It is time to lay Sago Boulevard to rest. Thank you to all who commented here, debated with me on their blogs, linked to me, and otherwise made my blogging experience enjoyable and stimulating.
Goodbye.
It is time to lay Sago Boulevard to rest. Thank you to all who commented here, debated with me on their blogs, linked to me, and otherwise made my blogging experience enjoyable and stimulating.
Goodbye.
Phil Rizzuto, the Hall of Fame Yankees shortstop, passed away today at age 89. He won 9 pennants and 7 World Series Championships with the Yankees between 1941 and ‘55. See here for his baseball statistics.
Holy Cow.
I watched Who Framed Roger Rabbit, a movie I hadn’t seen in years, on HBO last night. I had forgotten just how great it is. First of all, the premise of blending animated, ink-and-paint cartoon characters with flesh-and-blood live actors is amusing. Having grown up with Looney Tunes, I appreciate the tribute it pays to the cartoon industry and its most famous characters. The plot is a clever spoof of hard-boiled American crime fiction. The dialogue, especially between the live actors and cartoon-characters, is witty and hilarious.
The best movies are the ones that are both fun to watch and interesting to think about afterwards. Who Framed Roger Rabbit definitely qualifies in my book.
A boy named Max Hell is having trouble getting into an Australian Catholic School (via Maverick Philosopher).
Mr Hell said he initially decided to enrol Max at the school under his wife’s maiden name, to avoid the ridicule he himself had suffered as a schoolboy.
The decision won the support of the school’s head teacher and parish priest, he said.
But at the last minute, he and his wife decided against the name change.
Mr Hell claimed the priest refused to accept his son as Hell, and was told by the school’s head he had “made a rod for your son’s back”.
“It’s Hell. That’s our name, it’s our heritage,” Mr Hell told The Age newspaper. “It’s who he is, and if he wants to change his name at 18 then that’s up to him.”
For my uncultured readers, the title is a reference to Johnny Cash’s “A Boy Named Sue.”
The Yankees have been an incredibly frustrating team to follow over the past 6 seasons. It’s one thing to watch your team rebuilding but it’s quite another to watch an All-Star team falter in the post-season year after year. Hopefully this year will be different but I also thought last year would be different, and the year before that. In an effort to figure out why the Bombers keep on losing in the post-season, I decided to look at the great Yankee teams of late 90s (’96-’00) and what I found was puzzling. The Yankee teams of ‘01-’06 were considerably better, at least statistically, than the teams of ‘96-’00. From ‘96 to ‘00, the Yankees’ winning percentage was .601, an average of 97 wins per season. From ‘01 to ‘06, their winning percentage was .609, an average of 98.67 wins per season. In fact, the worst Yankee team of the past decade was the 2000 team (87-74), which won the World Series. The championship team of ‘96 won only 92 games and the Yankees have won more games than that in every season since 2001!
I can’t figure it out. What is it that made the Yankees better in the regular season and worse in the playoffs? And I’m not interested in any theories of the “Yankees suck” variety. I want serious answers. Anyone?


Find all the lines in the entries below that hold the word "this" and copy them.

--- START ---

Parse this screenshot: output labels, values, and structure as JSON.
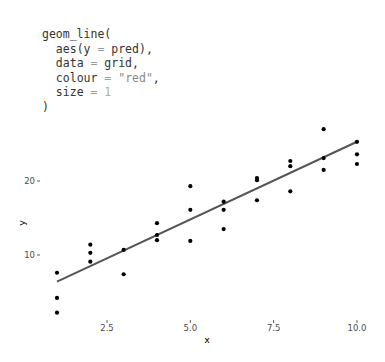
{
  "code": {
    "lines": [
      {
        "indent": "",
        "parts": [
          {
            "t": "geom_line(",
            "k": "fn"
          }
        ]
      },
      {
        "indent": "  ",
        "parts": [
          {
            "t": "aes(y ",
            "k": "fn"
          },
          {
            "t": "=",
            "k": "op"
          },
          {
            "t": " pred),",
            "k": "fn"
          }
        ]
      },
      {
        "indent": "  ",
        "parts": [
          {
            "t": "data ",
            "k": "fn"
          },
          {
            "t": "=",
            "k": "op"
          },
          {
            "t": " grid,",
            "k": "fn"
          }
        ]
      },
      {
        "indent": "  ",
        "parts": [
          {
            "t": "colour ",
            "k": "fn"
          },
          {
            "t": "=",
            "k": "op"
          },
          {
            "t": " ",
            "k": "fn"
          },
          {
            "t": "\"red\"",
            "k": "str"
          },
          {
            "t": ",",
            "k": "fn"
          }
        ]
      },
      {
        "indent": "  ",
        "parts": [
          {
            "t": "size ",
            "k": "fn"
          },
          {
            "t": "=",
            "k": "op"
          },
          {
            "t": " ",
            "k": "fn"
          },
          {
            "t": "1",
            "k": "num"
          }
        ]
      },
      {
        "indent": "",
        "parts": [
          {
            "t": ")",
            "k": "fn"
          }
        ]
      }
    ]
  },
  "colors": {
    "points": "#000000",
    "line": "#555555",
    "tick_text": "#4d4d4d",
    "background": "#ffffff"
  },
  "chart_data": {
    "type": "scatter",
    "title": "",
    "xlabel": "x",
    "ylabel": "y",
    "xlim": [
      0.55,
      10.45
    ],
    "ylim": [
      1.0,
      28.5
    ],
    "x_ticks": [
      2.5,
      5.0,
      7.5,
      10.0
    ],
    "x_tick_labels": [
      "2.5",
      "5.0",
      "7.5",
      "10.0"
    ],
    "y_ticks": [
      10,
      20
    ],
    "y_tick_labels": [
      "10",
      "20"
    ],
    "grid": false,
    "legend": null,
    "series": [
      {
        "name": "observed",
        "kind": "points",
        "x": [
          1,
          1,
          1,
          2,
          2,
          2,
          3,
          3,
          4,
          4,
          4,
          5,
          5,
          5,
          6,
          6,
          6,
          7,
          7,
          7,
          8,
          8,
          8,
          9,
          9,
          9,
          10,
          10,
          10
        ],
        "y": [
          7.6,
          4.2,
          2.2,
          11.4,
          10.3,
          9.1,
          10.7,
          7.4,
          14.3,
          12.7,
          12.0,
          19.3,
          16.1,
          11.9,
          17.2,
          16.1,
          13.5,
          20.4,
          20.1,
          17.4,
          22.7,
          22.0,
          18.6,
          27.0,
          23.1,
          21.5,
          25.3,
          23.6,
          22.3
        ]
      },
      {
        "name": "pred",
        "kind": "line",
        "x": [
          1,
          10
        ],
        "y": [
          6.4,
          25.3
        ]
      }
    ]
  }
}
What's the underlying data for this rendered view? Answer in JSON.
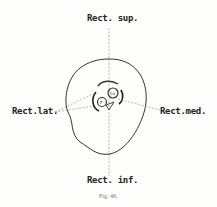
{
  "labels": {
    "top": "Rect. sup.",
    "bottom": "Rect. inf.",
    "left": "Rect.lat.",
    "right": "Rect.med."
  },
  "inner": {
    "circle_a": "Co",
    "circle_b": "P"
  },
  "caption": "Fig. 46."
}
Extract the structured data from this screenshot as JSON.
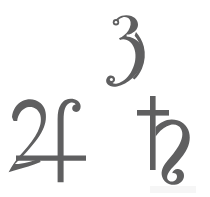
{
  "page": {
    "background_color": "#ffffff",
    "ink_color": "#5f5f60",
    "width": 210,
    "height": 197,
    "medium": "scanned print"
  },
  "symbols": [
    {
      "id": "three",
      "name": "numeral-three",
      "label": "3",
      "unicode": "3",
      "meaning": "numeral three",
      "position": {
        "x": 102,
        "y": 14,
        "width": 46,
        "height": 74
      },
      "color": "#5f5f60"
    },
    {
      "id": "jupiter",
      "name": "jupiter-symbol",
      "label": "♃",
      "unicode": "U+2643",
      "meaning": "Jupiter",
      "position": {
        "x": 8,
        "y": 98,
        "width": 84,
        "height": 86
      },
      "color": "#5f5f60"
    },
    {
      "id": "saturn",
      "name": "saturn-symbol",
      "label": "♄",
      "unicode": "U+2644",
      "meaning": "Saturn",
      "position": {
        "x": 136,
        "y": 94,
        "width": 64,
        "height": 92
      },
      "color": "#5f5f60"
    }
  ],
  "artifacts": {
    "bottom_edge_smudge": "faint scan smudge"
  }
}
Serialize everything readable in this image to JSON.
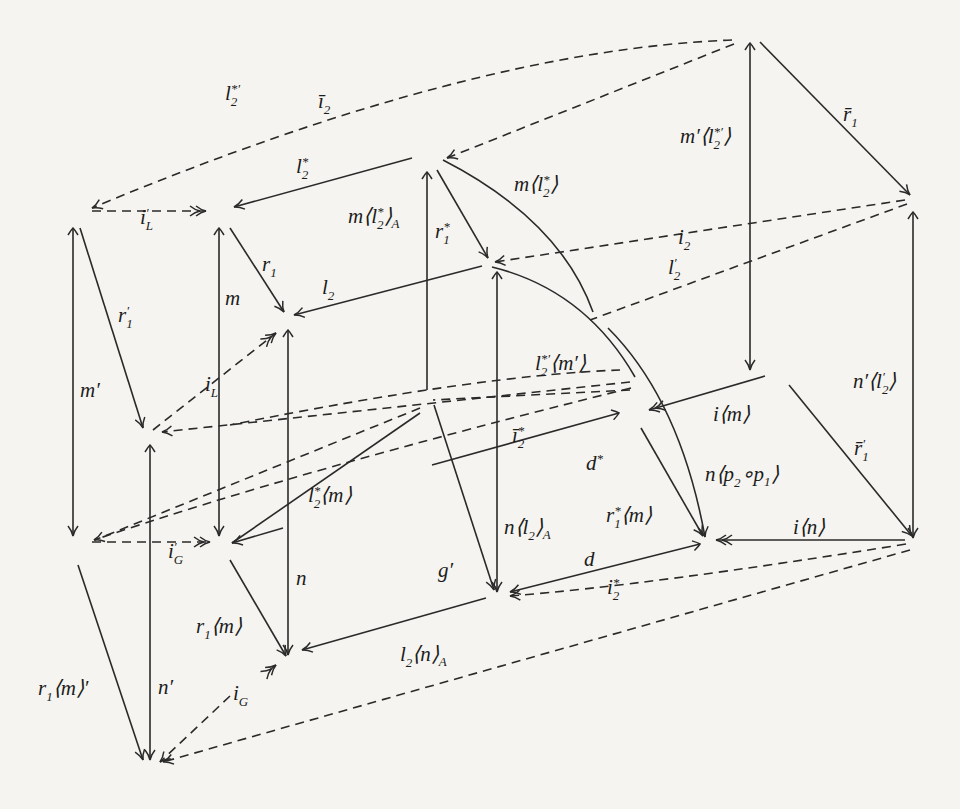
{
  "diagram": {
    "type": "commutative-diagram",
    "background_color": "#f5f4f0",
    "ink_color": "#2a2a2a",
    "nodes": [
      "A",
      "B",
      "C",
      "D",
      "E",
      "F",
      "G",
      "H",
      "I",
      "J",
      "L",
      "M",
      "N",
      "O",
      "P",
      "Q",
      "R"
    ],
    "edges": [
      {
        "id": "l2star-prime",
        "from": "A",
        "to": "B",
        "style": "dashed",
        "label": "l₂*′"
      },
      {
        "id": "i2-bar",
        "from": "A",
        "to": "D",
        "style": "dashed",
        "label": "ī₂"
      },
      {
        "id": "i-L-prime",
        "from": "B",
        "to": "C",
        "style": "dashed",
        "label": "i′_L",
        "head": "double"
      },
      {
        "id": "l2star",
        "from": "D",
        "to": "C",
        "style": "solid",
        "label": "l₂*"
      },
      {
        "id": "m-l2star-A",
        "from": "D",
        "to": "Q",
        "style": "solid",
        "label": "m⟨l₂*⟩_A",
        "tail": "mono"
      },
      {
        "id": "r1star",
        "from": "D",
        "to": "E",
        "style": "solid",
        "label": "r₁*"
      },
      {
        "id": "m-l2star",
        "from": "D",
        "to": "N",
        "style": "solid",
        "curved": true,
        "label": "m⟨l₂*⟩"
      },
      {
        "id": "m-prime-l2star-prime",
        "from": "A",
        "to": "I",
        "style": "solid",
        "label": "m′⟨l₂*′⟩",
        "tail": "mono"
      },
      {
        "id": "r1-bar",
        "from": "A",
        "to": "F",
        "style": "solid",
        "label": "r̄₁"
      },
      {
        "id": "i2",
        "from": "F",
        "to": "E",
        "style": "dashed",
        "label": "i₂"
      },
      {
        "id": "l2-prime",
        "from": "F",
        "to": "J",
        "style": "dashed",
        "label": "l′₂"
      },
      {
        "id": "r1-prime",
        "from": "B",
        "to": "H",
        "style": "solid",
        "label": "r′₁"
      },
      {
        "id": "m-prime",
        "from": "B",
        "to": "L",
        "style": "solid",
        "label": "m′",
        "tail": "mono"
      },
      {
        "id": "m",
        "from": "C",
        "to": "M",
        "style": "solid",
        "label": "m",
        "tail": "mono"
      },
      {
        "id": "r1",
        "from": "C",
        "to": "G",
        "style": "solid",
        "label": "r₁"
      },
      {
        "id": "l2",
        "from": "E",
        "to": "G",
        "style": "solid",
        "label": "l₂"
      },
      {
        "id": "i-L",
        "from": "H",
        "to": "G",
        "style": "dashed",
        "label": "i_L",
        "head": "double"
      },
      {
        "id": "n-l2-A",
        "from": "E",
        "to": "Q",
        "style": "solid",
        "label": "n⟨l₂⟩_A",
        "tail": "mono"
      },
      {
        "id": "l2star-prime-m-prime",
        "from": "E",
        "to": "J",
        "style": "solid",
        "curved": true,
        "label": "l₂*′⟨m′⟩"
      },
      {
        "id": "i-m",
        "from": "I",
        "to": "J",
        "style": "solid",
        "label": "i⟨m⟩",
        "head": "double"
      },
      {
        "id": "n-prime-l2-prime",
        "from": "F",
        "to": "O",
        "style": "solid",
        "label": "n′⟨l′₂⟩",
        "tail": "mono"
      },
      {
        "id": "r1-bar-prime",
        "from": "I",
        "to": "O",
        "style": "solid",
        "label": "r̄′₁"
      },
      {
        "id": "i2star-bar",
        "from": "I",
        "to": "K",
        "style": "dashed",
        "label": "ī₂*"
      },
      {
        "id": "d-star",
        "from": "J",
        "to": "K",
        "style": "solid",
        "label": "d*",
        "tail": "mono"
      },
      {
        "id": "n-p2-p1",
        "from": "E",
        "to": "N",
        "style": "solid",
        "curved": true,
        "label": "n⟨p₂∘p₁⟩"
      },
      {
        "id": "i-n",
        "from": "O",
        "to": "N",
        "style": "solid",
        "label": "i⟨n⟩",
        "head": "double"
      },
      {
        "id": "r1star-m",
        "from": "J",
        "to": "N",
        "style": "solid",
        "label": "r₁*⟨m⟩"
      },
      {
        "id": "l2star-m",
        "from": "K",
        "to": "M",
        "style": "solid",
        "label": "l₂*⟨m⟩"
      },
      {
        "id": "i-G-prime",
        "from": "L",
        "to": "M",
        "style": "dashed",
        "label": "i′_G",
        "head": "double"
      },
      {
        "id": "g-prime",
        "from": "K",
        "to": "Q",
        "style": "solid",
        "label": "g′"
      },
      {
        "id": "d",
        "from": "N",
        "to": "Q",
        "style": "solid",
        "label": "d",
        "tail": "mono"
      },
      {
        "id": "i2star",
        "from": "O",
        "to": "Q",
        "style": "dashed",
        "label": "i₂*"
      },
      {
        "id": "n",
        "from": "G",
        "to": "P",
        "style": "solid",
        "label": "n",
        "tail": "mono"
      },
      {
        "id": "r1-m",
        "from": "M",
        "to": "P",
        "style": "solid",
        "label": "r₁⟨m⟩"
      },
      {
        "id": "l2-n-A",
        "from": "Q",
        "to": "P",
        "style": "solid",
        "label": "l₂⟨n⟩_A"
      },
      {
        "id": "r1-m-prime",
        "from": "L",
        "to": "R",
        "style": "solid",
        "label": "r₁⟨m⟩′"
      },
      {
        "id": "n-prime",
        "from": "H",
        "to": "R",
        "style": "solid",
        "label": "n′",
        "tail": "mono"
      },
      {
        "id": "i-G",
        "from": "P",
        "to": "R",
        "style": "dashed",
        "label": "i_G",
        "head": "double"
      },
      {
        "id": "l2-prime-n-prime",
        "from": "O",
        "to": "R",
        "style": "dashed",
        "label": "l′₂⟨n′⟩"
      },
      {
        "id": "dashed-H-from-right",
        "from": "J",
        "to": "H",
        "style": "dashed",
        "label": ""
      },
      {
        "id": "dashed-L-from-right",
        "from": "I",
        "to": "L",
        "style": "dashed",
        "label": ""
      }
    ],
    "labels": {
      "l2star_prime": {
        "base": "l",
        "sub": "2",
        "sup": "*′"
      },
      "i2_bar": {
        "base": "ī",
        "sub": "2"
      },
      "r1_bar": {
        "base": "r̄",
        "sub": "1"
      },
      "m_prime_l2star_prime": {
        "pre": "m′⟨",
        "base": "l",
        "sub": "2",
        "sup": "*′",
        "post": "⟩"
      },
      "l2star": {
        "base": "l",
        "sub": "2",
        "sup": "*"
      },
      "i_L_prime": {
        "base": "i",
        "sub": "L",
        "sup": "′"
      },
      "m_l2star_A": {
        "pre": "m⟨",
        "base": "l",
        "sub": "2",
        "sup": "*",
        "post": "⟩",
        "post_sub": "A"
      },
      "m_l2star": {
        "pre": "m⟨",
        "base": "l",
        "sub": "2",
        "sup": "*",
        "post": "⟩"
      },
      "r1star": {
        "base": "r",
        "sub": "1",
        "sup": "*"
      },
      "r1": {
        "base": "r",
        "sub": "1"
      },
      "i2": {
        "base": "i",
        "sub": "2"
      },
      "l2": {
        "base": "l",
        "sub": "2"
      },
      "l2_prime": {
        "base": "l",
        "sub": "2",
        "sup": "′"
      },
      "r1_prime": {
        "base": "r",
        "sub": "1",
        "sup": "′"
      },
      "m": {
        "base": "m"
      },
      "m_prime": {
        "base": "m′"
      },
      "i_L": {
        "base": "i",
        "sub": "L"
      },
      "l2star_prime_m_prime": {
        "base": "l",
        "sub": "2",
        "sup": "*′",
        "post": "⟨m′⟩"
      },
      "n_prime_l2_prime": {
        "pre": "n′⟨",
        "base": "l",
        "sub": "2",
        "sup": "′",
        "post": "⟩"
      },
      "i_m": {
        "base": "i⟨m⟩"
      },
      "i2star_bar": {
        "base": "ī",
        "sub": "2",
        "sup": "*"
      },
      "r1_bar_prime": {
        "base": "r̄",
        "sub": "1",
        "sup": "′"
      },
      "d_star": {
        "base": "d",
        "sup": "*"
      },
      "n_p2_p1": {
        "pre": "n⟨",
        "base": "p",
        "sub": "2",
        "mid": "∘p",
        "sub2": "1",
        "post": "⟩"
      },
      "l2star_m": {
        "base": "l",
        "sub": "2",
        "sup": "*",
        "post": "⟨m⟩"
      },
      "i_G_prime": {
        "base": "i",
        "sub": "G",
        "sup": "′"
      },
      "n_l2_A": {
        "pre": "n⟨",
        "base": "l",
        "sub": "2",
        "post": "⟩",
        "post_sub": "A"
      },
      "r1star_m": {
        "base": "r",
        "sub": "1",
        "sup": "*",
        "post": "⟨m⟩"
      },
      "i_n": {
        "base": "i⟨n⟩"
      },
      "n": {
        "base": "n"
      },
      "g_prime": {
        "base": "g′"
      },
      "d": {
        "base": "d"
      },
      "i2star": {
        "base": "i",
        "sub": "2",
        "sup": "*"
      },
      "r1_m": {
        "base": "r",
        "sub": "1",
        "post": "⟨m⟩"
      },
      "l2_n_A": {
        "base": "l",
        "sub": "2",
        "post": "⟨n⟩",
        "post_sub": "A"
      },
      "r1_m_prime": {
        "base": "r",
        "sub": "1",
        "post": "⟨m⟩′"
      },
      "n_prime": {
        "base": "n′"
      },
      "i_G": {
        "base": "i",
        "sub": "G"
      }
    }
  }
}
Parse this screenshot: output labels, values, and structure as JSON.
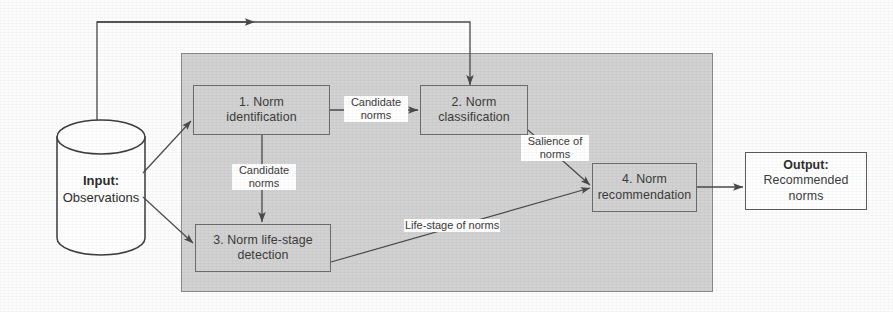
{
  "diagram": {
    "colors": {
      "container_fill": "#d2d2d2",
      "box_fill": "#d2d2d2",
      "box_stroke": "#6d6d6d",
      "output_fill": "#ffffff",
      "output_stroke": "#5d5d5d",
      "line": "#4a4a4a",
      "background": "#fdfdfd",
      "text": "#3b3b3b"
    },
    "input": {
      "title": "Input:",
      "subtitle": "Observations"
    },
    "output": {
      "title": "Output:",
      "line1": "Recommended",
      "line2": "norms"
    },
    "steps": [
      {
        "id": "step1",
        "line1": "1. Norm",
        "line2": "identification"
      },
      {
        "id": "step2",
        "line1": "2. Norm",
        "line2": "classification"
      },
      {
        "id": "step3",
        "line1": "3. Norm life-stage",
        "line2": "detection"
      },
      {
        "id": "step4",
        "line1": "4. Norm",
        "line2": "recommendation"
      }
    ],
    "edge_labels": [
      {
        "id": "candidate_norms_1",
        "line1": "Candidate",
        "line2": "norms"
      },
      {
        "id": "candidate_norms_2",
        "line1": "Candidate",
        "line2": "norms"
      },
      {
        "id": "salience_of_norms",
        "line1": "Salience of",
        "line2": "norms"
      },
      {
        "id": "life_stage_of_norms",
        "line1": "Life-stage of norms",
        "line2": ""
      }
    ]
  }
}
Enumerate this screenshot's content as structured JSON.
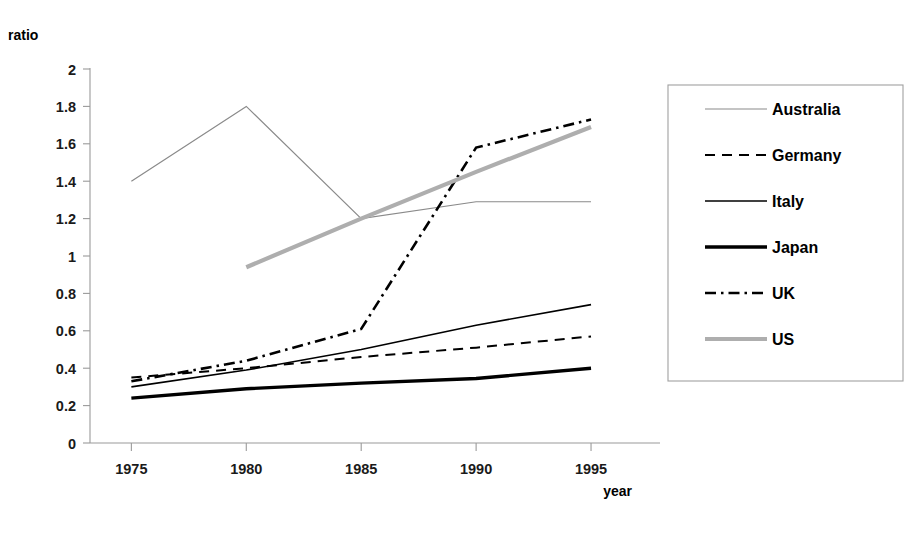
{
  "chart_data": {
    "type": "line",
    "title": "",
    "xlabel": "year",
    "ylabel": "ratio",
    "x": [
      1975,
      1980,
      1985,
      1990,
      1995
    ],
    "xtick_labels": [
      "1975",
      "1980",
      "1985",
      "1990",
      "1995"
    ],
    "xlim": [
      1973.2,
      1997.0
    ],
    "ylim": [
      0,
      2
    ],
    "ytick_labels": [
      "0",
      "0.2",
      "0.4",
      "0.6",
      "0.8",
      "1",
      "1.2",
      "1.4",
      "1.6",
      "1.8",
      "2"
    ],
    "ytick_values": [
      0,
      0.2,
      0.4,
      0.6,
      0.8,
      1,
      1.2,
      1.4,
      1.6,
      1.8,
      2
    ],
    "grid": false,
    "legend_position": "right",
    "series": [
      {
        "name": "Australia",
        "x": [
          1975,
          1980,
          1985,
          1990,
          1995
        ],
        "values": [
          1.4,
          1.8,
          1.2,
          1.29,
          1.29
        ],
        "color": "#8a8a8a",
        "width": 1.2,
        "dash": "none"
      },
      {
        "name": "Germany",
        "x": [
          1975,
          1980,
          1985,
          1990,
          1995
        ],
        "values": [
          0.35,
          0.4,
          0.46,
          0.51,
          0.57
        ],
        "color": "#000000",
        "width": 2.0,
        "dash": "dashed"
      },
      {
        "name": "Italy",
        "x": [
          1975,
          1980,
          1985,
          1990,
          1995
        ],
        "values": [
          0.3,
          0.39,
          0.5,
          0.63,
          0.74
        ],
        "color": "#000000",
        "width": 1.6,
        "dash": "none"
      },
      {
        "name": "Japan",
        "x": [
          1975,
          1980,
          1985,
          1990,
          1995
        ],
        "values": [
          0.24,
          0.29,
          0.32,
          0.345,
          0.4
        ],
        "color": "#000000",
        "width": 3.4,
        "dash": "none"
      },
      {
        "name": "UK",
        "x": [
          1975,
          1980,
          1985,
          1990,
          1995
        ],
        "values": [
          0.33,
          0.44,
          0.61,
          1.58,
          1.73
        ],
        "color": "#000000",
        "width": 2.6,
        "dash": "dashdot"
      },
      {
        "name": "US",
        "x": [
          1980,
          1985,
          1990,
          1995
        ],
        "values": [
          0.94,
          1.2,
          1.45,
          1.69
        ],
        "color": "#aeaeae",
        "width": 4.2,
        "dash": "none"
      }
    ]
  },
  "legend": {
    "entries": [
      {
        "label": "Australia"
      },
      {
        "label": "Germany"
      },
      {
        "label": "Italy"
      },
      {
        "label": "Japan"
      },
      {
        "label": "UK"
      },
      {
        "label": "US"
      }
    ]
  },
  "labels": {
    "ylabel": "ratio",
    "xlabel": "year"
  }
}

--- END ---

▶ [TASK RESPONSE]:
Parse this screenshot: output labels, values, and structure as JSON.
What's the underlying data for this rendered view? Answer in JSON.
Extract the structured data from this screenshot as JSON.
Serialize everything readable in this image to JSON.
Parse this screenshot: output labels, values, and structure as JSON.
Enumerate this screenshot's content as structured JSON.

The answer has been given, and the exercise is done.